MiM quiz – Expert level / Education
Remember, this quiz is not about testing your knowledge about contemporary music. It's all about getting to know the four composers - their music, techniques, but also inspirations and private stories. We invite you to take on this challenge - discover the universe of four personalities and dive in into their music.
In which example is the sound of instruments transformed electronically?
Choose one or more:
Pierre Boulez – …explosante-fixe… for MIDI flute, two flutes, ensemble and electronics (1991–93).
Louis Andriessen – De Tijd for choir and orchestra (1980–81). Louis Andriessen sometimes used electronics, but the sophisticated colours and effects in the piece are achieved without electronics.
Kazimierz Serocki – Pianophonie for piano with electronic transformation of sound and orchestra (1979).
Arvo Pärt – Miserere (1989–92). Arvo Pärt did not use electronics, the reverberation is, of course, entirely natural.
Creative periods - Pierre Boulez
Which work by the composer is earlier? Which is later?
The earlier one should be indicated.
Discreet use of live electronics (delay, reverb diversification) points to a later period of Pierre Boulez creations, associated with the IRCAM technology (Dialogue de l'ombre double, 1985). In the case of Le marteau sans maître (1954), the earlier date is indicated, inter alia, by the melody characteristic for the avant-garde of the 50s.
Composers and trends of music of the recent and distant past had a considerable influence on all four composers. Link a source of inspiration to a composer.
The affinity between Stravinsky’s and Louis Andriessen’s music is evidenced not only by the Dutch composer’s works but also by a book devoted to the Russian’s oeuvre which Louis Andriessen co-authored (The Apollonian Clockwork).
The impact of Bartók’s music can easily be discerned in Kazimierz Serocki’s oeuvre of the first half of the 1950s, for example, in his Sonata for piano.
To a large extent the style and techniques Arvo Pärt developed in the late 1960s and early 1970s were a result of his studies of Renaissance and late medieval polyphony, and Gregorian chant.
The avant-garde of the 1950s, including Pierre Boulez, considered the music of Anton Webern to be its predecessor and model to be developed further.
Creative periods - Louis Andriessen
Which work by the composer is earlier? Which is later?
The earlier one should be indicated.
Louis Andriessen’s music is often divided into pre- and post-De Staat (1972):
- Ittrospezione III (1965) – music that fits in well with the avant-garde of the 1960s.
- Excerpt from De Materie (first part) - its characteristic features include clear pulsation, repetitions, Stravinsky and jazz influences.
Here are some names of performers important to the four composers for some reason. Link them to the right name.
The conductor Reinbert de Leeuw, together with the Dutch ensembles Schönberg Ensemble and Asko Ensemble (now combined into one Asko/Schönberg Ensemble) performed and premiered many of Louis Andriessen’s works.
Maurizio Pollini is a brilliant interpreter of Pierre Boulez’s piano sonatas, especially No. 2, which he believes is a milestone in the repertoire for the instrument on a par with Beethoven’s sonatas.
Gidon Kremer is a great advocate of Arvo Pärt’s music – at his request the composer wrote Tabula Rasa; Kremer was also the first performer of Fratres in the version for violin and piano.
Les Percussions de Strasbourg premiered Kazimierz Serocki’s percussion sextet Continuum.
Inspirations from outside European classical music were important to each of the four composers
The task is to link the source of inspiration to the right name.
Although elements of Polish folklore found their way into Kazimierz Serocki’s music only for a few years and to some extent were associated with a need for a compromise with the ideology of Stalinist Poland, the artistic results of these inspirations are still worthy of note.
Louis Andriessen’s creative imagination was under the influence of jazz from his early youth.
Although generally Pierre Boulez was far from imitating folk music or music of other cultures, the sound of non-European instruments, like those in the Indonesian gamelan, often attracted him more than the conventional sound of classic European ensembles and orchestras.
The term “tintinnabuli”, which Arvo Pärt uses to describe his own style and technique denotes “little bells” (Lat.).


— Exercise directions —
Copy out each line below exactly as it appears.

Records drawn from a dataset:
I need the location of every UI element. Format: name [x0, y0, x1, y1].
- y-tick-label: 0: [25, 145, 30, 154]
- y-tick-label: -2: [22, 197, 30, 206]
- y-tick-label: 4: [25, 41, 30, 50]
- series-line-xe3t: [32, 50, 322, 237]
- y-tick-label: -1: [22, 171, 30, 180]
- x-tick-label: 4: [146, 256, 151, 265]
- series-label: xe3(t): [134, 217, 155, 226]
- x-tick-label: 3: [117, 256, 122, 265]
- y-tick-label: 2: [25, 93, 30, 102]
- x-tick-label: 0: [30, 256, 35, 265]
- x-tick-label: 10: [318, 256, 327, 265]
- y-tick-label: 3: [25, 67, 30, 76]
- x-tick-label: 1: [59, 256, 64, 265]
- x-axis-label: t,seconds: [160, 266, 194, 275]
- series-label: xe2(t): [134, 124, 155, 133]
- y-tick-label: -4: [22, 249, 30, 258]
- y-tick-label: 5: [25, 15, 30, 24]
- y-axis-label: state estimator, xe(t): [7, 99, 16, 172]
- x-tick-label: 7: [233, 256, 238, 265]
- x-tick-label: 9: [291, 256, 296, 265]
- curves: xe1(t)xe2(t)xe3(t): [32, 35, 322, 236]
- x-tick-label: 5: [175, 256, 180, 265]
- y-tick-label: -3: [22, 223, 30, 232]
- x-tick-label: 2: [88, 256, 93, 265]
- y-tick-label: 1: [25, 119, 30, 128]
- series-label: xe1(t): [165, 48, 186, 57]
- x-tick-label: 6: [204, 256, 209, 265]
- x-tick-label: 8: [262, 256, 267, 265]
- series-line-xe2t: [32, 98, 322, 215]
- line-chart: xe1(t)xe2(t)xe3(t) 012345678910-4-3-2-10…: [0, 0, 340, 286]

— Solved problem —
I need the location of every UI element. Format: name [x0, y0, x1, y1].
- y-tick-label: 0: [25, 145, 30, 154]
- y-tick-label: -2: [22, 197, 30, 206]
- y-tick-label: 4: [25, 41, 30, 50]
- series-line-xe3t: [32, 50, 322, 237]
- y-tick-label: -1: [22, 171, 30, 180]
- x-tick-label: 4: [146, 256, 151, 265]
- series-label: xe3(t): [134, 217, 155, 226]
- x-tick-label: 3: [117, 256, 122, 265]
- y-tick-label: 2: [25, 93, 30, 102]
- x-tick-label: 0: [30, 256, 35, 265]
- x-tick-label: 10: [318, 256, 327, 265]
- y-tick-label: 3: [25, 67, 30, 76]
- x-tick-label: 1: [59, 256, 64, 265]
- x-axis-label: t,seconds: [160, 266, 194, 275]
- series-label: xe2(t): [134, 124, 155, 133]
- y-tick-label: -4: [22, 249, 30, 258]
- y-tick-label: 5: [25, 15, 30, 24]
- y-axis-label: state estimator, xe(t): [7, 99, 16, 172]
- x-tick-label: 7: [233, 256, 238, 265]
- x-tick-label: 9: [291, 256, 296, 265]
- curves: xe1(t)xe2(t)xe3(t): [32, 35, 322, 236]
- x-tick-label: 5: [175, 256, 180, 265]
- y-tick-label: -3: [22, 223, 30, 232]
- x-tick-label: 2: [88, 256, 93, 265]
- y-tick-label: 1: [25, 119, 30, 128]
- series-label: xe1(t): [165, 48, 186, 57]
- x-tick-label: 6: [204, 256, 209, 265]
- x-tick-label: 8: [262, 256, 267, 265]
- series-line-xe2t: [32, 98, 322, 215]
- line-chart: xe1(t)xe2(t)xe3(t) 012345678910-4-3-2-10…: [0, 0, 340, 286]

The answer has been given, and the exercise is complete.